ROCOR was formed as a jurisdiction of Eastern Orthodoxy as a response against the policy of Bolsheviks with respect to religion in the Soviet Union soon after the Russian Revolution of 1917, and separated from the Russian Church of the Moscow Patriarchate in 1927 after an imprisoned metropolitan Sergius (Stragorodsky) pledged the Church’s qualified loyalty to the Bolshevik state. The Russian Orthodox Church Outside of Russia officially signed the Act of Canonical Communion with the Moscow Patriarchate on May 17, 2007 restoring the canonical link between the churches.

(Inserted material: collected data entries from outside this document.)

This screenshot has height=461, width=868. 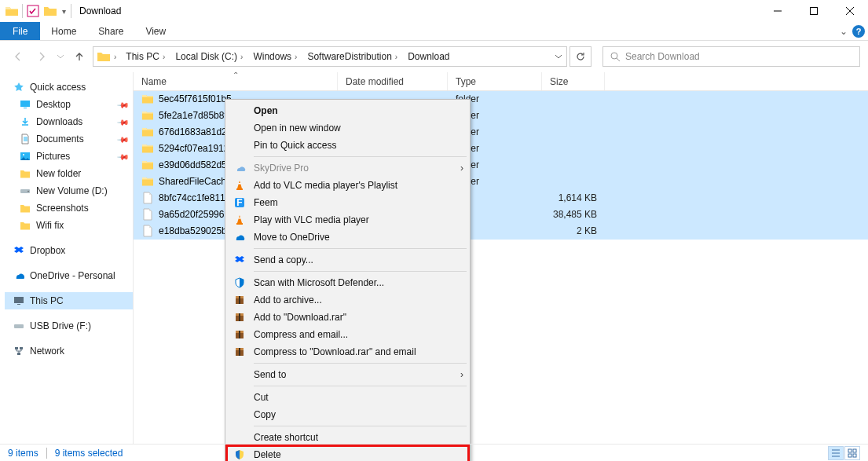 What do you see at coordinates (850, 11) in the screenshot?
I see `close-button` at bounding box center [850, 11].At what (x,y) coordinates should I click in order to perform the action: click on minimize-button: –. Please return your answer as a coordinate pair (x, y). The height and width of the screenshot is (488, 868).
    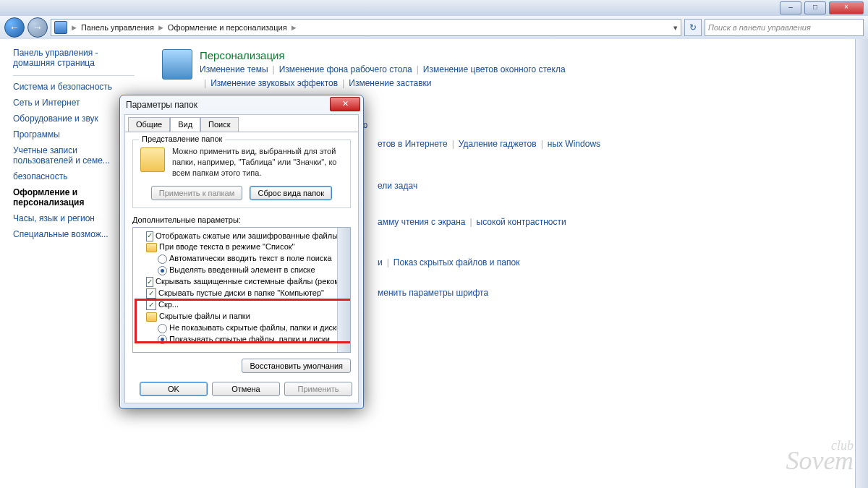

Critics of the reunification argue that the issue of KGB infiltration of the Moscow Patriarchate church hierarchy has not been addressed by the Russian Orthodox Church.
The Church has around 400 parishes worldwide, and an estimated membership of over 15,000 people. Of those, 138 parishes and 10 monasteries are in the United States, with 27,700 adherents and 9,000 regular church attendees. Within the ROCOR there are 13 hierarchs, and also monasteries and nunneries in the United States, Canada, Australia, New Zealand, Western Europe and South America.
Read more about Russian Orthodox Church Outside Of Russia: Formation and Early Years, Church of The Refugees (1922–1991), Conflict With ROC After The Soviet Fall, Views On The Moscow Patriarchate, Pre-reconciliation, Movement Towards Reconciliation, Schism, Western Rite
Famous quotes containing the words russian, orthodox, church and/or russia:
“From being a patriotic myth, the Russian people have become an awful reality.”
—Leon Trotsky (18791940)
“The gloomy theology of the orthodoxthe CalvinistsI do not, I cannot believe. Many of the notionsnay, most of the notionswhich orthodox people have of the divinity of the Bible, I disbelieve. I am so nearly infidel in all my views, that too, in spite of my wishes, that none but the most liberal doctrines can command my assent.”
—Rutherford Birchard Hayes (18221893)
“A little black thing among the snow
Crying weep, weep, in notes of woe!
Where are thy father & mother? say?
They are both gone up to the church to pray.”
—William Blake (17571827)
“A fool may be a dangerous customer, but the fact of his having such a vulnerable top-end turns danger into a first-rate sport; and whatever defects the old administration in Russia had, it must be conceded that it possessed one outstanding virtuea lack of brains.”